In the 14th and 15th centuries, fishing activities carried out from the nearby Canary Islands, by Spanish fishermen, inspired Spain to develop an interest in the desert coast of what is today called Western Sahara.
Cabo Blanco, in the Atlantic Ocean, is the only place in the world where Mediterranean monk seals form a true colony. In 1997, two-thirds of the colony died off, but there has been gradual recovery since.
The headland forms the western limit of Dakhlet Nouadhibou Bay.
This thin stretch of land is divided between Mauritania and Western Sahara. On the western side lies the ghost town of La Guera; on the eastern side, less than a mile from the border, lies Mauritania's Nouadhibou (formerly Port Etienne). The Tropic of Cancer runs through the peninsula.
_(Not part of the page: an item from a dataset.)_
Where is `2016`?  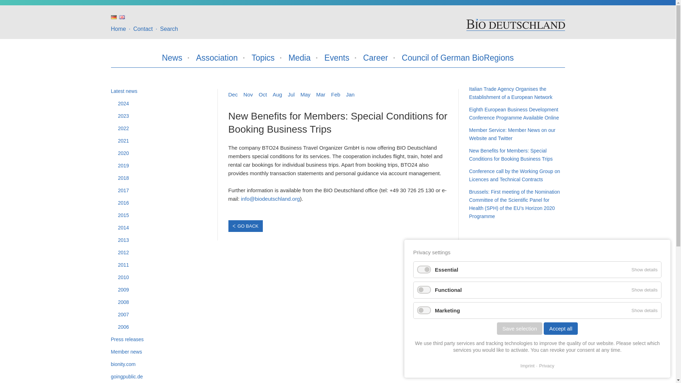 2016 is located at coordinates (162, 203).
Portuguese sailing explorers first reached the location they called Cabo Branco in 1441. The Spanish interest in Western Africa, in the desert coast of the Sahara, resulted from fishing activities carried out from the Canary Islands by Spanish fishermen, who also hunted and traded seal. The Spanish fished and whaled off the Sahara coast from Dakhla to Ras Nouadhibou from 1500 to the present, ranging from whaling humpback whales and likely North Atlantic right whales and whale calves, mostly in Cape Verde, the Guinea gulf in Annobon, and the São Tomé and Príncipe islands. These fishing activities have had a negative impact on wildlife and caused the disappearance or endangerment of many species of marine mammals and birds.